Just as happened at the beginning of the outbreak, managers and employees are once again navigating terra incognita, feeling their way toward a new workplace normal.
Even as U.S. COVID-19 cases have declined, supply-chain problems have persisted. For a variety of reasons—from shifts in consumer behavior to a plummet in available airline flights to congestion at ocean ports—the pandemic has scrambled everything across a wide swath of industries.
Some organizations are able to consistently thrive in a volatile environment, and it’s no accident. Is it because their leaders are more intelligent? Is it because they have a better plan?
We often hear people talk about the “first-mover advantage.” In reality, academic research suggests the opposite. First movers rarely reap all the benefits of their disruption. In
A global semiconductor shortage, driven in large part by pandemic-related factors, is forcing many central Indiana manufacturers and distributors to broaden their supply base and forecast their needs longer term, along with hoping for federal aid from the president’s infrastructure proposal.
For more than a century, Eli Lilly and Co. has pushed for innovation in the pharmaceutical industry. But six years ago, the drugmaker had to admit it was less than innovative in its own workforce.
The most important example of CICF’s innovative approach to community philanthropy is its journey toward equitable opportunity for all and dismantling systemic racism.
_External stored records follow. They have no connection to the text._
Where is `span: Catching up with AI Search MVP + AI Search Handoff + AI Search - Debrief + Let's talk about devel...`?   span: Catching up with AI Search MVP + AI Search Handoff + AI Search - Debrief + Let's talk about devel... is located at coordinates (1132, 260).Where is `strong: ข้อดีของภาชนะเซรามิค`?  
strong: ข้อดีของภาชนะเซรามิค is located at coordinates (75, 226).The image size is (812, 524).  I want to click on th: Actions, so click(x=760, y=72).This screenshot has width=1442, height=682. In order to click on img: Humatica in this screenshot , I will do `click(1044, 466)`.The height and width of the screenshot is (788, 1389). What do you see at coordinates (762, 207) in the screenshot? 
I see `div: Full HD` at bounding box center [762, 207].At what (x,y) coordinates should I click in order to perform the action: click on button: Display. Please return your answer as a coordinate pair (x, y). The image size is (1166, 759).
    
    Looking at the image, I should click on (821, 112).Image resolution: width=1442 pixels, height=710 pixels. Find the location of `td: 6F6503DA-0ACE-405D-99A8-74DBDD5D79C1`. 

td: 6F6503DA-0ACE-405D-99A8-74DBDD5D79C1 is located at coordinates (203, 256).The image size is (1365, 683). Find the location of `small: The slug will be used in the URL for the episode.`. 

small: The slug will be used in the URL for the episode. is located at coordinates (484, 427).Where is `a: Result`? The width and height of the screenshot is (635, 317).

When the pandemic hit last spring, KAR Global had little choice but to shut down its in-person, wholesale auto auctions, which had been the publicly traded company’s backbone for years. But within two weeks, the Carmel-based company was back up and running—with 100% remote auctions. So how did KAR make it happen?
Shaken by protests and social unrest in cities across the country in 2020, employers in particular ramped up diversity commitments within their organizations.
Tamara Cypress—of Black Onyx Management, Indy Black Businesses Matter and Indy Accomplice—discussed with IBJ the progress that’s been made on equity and inclusion problems and the challenges that still exist.
Purdue’s “Old Golden Ticket” drawing makes students who submit proof of a COVID-19 vaccination by July 15 eligible for one of 10 prizes paying $9,992. That is the equivalent of a year’s undergraduate tuition.
Americans hit the road in near-record numbers at the start of the Memorial Day weekend, as their eagerness to break free from coronavirus confinement overcame higher prices for flights, gasoline and hotels.
The state said 2.49 million Hoosiers have been fully vaccinated against COVID-19. More than 2.63 million had received the first dose of a two-dose vaccination.
Blair Milo, who in 2017 was named the state’s first secretary of career connections and talent, will step down June 7, Indiana Gov. Eric Holcomb announced Friday.
The April gain was led by a 1.1% rise in spending on services, the sector that covers airline travel, hotels and restaurants—areas that were devastated by the pandemic-caused shutdowns a year ago.
The median pay package for a CEO at an S&P 500 company hit $12.7 million in 2020. That’s 5% more than the median pay for that same group of CEOs in 2019.